Why Ridehailing Will Go Pro
Much has been written about how new mobility services will improve the quality of life in cities around the world by making car ownership optional if not extinct, cutting the cost of transportation for consumers, reducing traffic and pollution, creating more open space previously devoted to parking, and more.
So far, it hasn’t happened. In fact, in many cities traffic has gotten worse since the advent of ridehailing services.
Unmanaged Becomes Unmanageable
A 2017 study of traffic in New York City by analyst Bruce Schaller found that from 2013–2017, a 15 percent increase in ridehailing trips led to a 59 percent increase in the number of vehicles on the streets. Another report from the New York City Department of Transportation found that New York traffic speeds have declined some 20 percent since 2010. There are simply too many vehicles angling for the same riders.

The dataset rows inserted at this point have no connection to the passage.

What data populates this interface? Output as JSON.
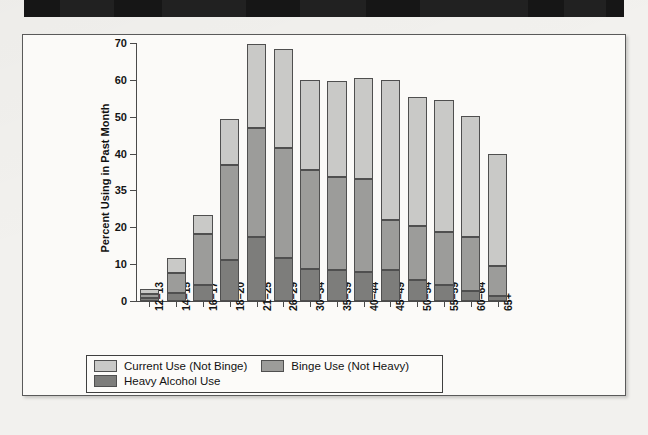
{
  "chart_data": {
    "type": "bar",
    "subtype": "stacked-bar",
    "title": "",
    "xlabel": "Age in Years",
    "ylabel": "Percent Using in Past Month",
    "ylim": [
      0,
      70
    ],
    "ytick_labels": [
      "0",
      "10",
      "20",
      "35",
      "40",
      "50",
      "60",
      "70"
    ],
    "ytick_values": [
      0,
      10,
      20,
      30,
      40,
      50,
      60,
      70
    ],
    "grid": false,
    "legend_position": "bottom",
    "categories": [
      "12–13",
      "14–15",
      "16–17",
      "18–20",
      "21–25",
      "26–29",
      "30–34",
      "35–39",
      "40–44",
      "45–49",
      "50–54",
      "55–59",
      "60–64",
      "65+"
    ],
    "series": [
      {
        "name": "Heavy Alcohol Use",
        "color": "#7d7d7b",
        "values": [
          0.9,
          2.1,
          4.4,
          11.0,
          17.5,
          11.8,
          8.8,
          8.4,
          8.0,
          8.4,
          5.8,
          4.3,
          2.8,
          1.3
        ]
      },
      {
        "name": "Binge Use (Not Heavy)",
        "color": "#9c9c9a",
        "values": [
          1.0,
          5.4,
          13.9,
          26.0,
          29.5,
          29.6,
          26.7,
          25.3,
          25.0,
          13.7,
          14.5,
          14.4,
          14.5,
          8.1
        ]
      },
      {
        "name": "Current Use (Not Binge)",
        "color": "#c9c9c7",
        "values": [
          1.4,
          4.3,
          5.0,
          12.5,
          22.8,
          27.0,
          24.6,
          26.0,
          27.4,
          37.8,
          35.1,
          35.8,
          33.0,
          30.6
        ]
      }
    ],
    "stack_totals": [
      3.3,
      11.8,
      23.3,
      49.5,
      69.8,
      68.4,
      60.1,
      59.7,
      60.4,
      59.9,
      55.4,
      54.5,
      50.3,
      40.0
    ]
  },
  "legend": {
    "items": [
      {
        "label": "Current Use (Not Binge)",
        "color": "#c9c9c7"
      },
      {
        "label": "Binge Use (Not Heavy)",
        "color": "#9c9c9a"
      },
      {
        "label": "Heavy Alcohol Use",
        "color": "#7d7d7b"
      }
    ]
  },
  "axis_titles": {
    "x": "Age in Years",
    "y": "Percent Using in Past Month"
  }
}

San Francisco transit authorities recently released a similar study that blamed ridehailing for a 51 percent increase in traffic and a 22 percent increase in travel times in the city.
The problem with ridehailing in its current form is that the riders are the dispatchers and drivers don’t know where the demand is until a request shows up on their smartphones. As a result, the drivers tend to congregate near the places where the highest demand is expected — train stations, downtowns, and entertainment venues, for example — resulting in too many vacant vehicles on roadways. Viola — gridlock. It’s no wonder Schaller titled his study “Empty Seats, Full Streets,” or that New York City is taking steps to curb (pun intended) ridehailing services.

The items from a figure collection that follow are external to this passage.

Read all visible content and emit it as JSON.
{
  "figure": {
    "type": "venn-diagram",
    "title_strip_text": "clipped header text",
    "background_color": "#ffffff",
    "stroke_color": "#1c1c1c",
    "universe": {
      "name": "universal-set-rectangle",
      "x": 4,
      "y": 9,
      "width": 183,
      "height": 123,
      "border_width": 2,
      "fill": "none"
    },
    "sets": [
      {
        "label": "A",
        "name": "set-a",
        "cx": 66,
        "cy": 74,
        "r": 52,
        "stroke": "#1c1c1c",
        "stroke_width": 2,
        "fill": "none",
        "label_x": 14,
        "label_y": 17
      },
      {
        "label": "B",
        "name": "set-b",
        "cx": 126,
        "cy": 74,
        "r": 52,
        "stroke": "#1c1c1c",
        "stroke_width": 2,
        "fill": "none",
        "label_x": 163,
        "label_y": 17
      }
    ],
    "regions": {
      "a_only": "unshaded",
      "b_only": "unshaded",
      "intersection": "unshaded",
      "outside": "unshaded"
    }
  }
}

There have also been stories about additional unintended consequences of ridehailing services such as shrinking incomes for drivers, accidents due to driver error, and assaults of passengers — not an improvement of quality of life by anyone’s estimation.
A New Breed of Ridehailing
What is likely to happen is that cities will partner with a new breed of ridehailing businesses that own their vehicles and that hire professional drivers, with centralized dispatching to evenly distribute vehicles based on historical and real-time demand profiles. These businesses do not want vehicles all in the same places, empty much of the time, looking for riders. That’s not economically viable. Professional ridehailing services will be more interested in vehicle utilization and revenue per vehicle than in flooding cities with cars that they don’t own, manage, or maintain.

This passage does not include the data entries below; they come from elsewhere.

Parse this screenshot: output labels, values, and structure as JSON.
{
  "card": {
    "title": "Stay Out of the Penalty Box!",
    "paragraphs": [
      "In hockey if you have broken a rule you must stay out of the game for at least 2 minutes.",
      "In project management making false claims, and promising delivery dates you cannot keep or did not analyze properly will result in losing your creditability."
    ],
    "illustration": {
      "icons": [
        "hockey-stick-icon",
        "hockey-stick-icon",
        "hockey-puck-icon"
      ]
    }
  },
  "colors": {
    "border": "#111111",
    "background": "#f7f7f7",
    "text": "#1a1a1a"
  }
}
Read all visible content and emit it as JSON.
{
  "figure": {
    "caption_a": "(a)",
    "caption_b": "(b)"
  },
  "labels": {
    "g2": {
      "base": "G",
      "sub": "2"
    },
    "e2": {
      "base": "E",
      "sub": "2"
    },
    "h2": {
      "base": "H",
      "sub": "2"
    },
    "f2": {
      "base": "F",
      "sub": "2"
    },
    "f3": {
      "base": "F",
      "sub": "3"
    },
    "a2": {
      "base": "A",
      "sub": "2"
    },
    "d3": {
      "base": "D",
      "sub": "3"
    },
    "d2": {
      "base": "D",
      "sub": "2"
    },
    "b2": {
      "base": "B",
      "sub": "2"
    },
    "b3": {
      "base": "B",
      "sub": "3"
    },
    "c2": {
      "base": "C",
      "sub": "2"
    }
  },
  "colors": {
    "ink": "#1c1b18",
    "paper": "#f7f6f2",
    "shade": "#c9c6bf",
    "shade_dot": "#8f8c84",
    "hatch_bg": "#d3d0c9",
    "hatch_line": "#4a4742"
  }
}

In addition to allowing more efficient use of vehicles, ridehailing services with trained, professional drivers will likely improve the safety of passengers from accidents and from driver misbehavior.
Startup Alto is launching a service this month that uses professional drivers, and allows users to select the “vibe” they want for their vehicles — music, lighting, even scent. The company believes the big ridehailing businesses are missing a gap of users, especially women, that want a safer, cleaner, more bespoke experience. Alto calls it “transportation as hospitality.”
Working with Cities, Not Against Them
Where today’s ridehailing services work independently of transit operators, public transit utilization has decreased, as it has across the board in the U.S. (down 2.9 percent in 2017). A first-of-its-kind University of California Davis study of ridehailing usage found that 49–61 percent of passengers used the service in place of public transit. A subsequent study of 1,000 ridehailing users in Boston found that 42 percent of the users used the services in place of public transit.
Professional ridehailing services that work with cities will coordinate with public transit to smoothly deliver the first-mile/last-mile services that make longer-haul transit options like buses, trains, and ferries more convenient than driving. This is another area where cities will be able to make overall mobility more convenient by working with accountable service providers to manage the distribution of vehicles and schedules.
Issues are the Same for Autonomous and Driven
While many predict that the wide-scale adoption of electric autonomous transit will make the problems created by peer-to-peer ridehailing services disappear, it’s not likely because some of the challenges are the same. If multiple robotaxi or autonomous shuttle businesses enter the same markets and target the same high-demand areas and routes, congestion will remain.
What is likely to happen is that cities will transition to professional ridehailing services to similarly managed autonomous alternatives, with some measure of control over how many robotaxi or shuttle services will be allowed and where they will provide services. A transition period of hybrid autonomous and driven fleets will also need to be accommodated and work together.
Full Seats, Empty Streets
Various predictions have been made about the impact of new mobility services on cities. Some say there will be chaos in the streets, while others present visions of far fewer vehicles on the city thoroughfares, cleaner air and more open space on land that was previously dedicated to an auto-centric infrastructure. While many stakeholders in the mobility industry promote the latter scenario, how fast and how smoothly that future arrives will depend on how well services are managed and distributed. Achieving the vision of full vehicles and sparsely used streets, and the improved quality of life promised by this vision, will require city-wide mobility management.